A crowd of several hundred supporters cheered Tsvangirai as he addressed them outside the MDC meeting in Harare, and passing motorists blew their horns as the news was broadcast across the Zimbabwean capital. Forbes Sithole, a 40-year-old office clerk, who was in the crowd listening to Tsvangirai, said: "This is what we have been waiting for. This man is the only answer to our woes." Thabani Moyo, a spokesman for the Media Institute of Southern Africa, which champions press freedom in Zimbabwe, was more cautious: "I support the MDC decision because it has been done with the people in mind. Zimbabweans have suffered. But it is too early to celebrate. It remains to be seen if Zanu-PF will respect their counterparts. That's crucial."

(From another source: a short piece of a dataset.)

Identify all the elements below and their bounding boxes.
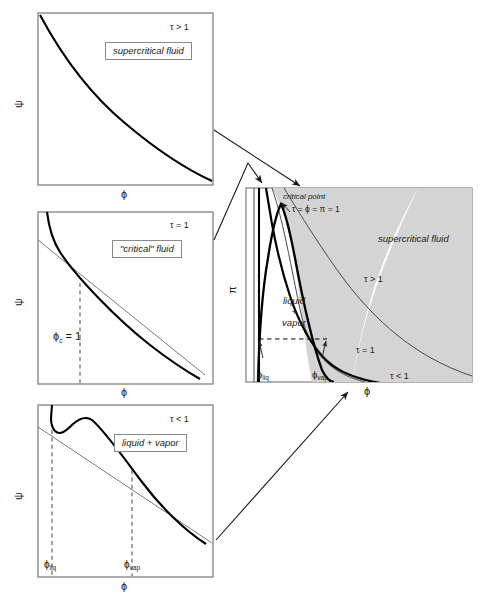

Its equal standing in the cabinet and its majority in parliament and most local authorities puts the MDC is in a strong position — on paper, at least. But until now, such formalities have meant little in the face of the muscle wielded by the ruling party. Mugabe's security forces massacred thousands of supporters of a rival liberation party in the mid-1980s. After the MDC won the general election in March, the security forces unleashed another wave of violence against the opposition, in which nearly 200 people were killed. That repression forced Tsvangirai's withdrawal and allowed Mugabe to "win" a second round presidential run-off unopposed. For reasons he never explained, at his inauguration Mugabe unexpectedly reversed course, announcing he was prepared to share power with the MDC. Although South African mediation efforts managed to secure agreement over forming a unity government, the process quickly stalled when it came to allocating cabinet positions, with the ruling party reluctant to cede significant control. Friday's announcement by the MDC may have opened the way to ending the stalemate — if Mugabe respects the deal.

Whether or not the arrangement secured by the MDC results in a genuine sharing of power, the opposition knows that a national unity government is key to rescuing Zimbabwe from a slow-moving catastrophe. As the politicians have battled over power, Zimbabweans have been suffering under the burden of poverty, hunger and disease, amid 80% unemployment. After years of hyper-inflation, Zimbabwe on Thursday finally abandoned its own currency in favour of the U.S. dollar and other neighboring currencies. Millions of Zimbabweans have fled the country in search of a better life elsewhere. The World Food Program warns that around 7 million Zimbabweans — more than half the pre-crisis population — is in need of food aid. Even more urgent is a cholera epidemic, spawned by the collapse of the water, sewage and public health systems in the capital, which the U.N. says has infected 60,000 people, and has killed more than 3,000.

Genuine political power-sharing has become the vital first step to reversing the country's catastrophic decline, because international donors and investors are unwilling to help a Mugabe regime clinging to power against the will of its electorate. Zimbabweans are hoping the pact will bring the relief workers, aid and investment from abroad needed to revive a nation that, until a decade ago, had been deemed a developing world success story by measure of its economy and health and education services. "Tsvangirai is going to attract rich nations like the United States of America and Britain to help rebuild our country," said Sithole. That is the hope. Once again, Zimbabweans must await the reality.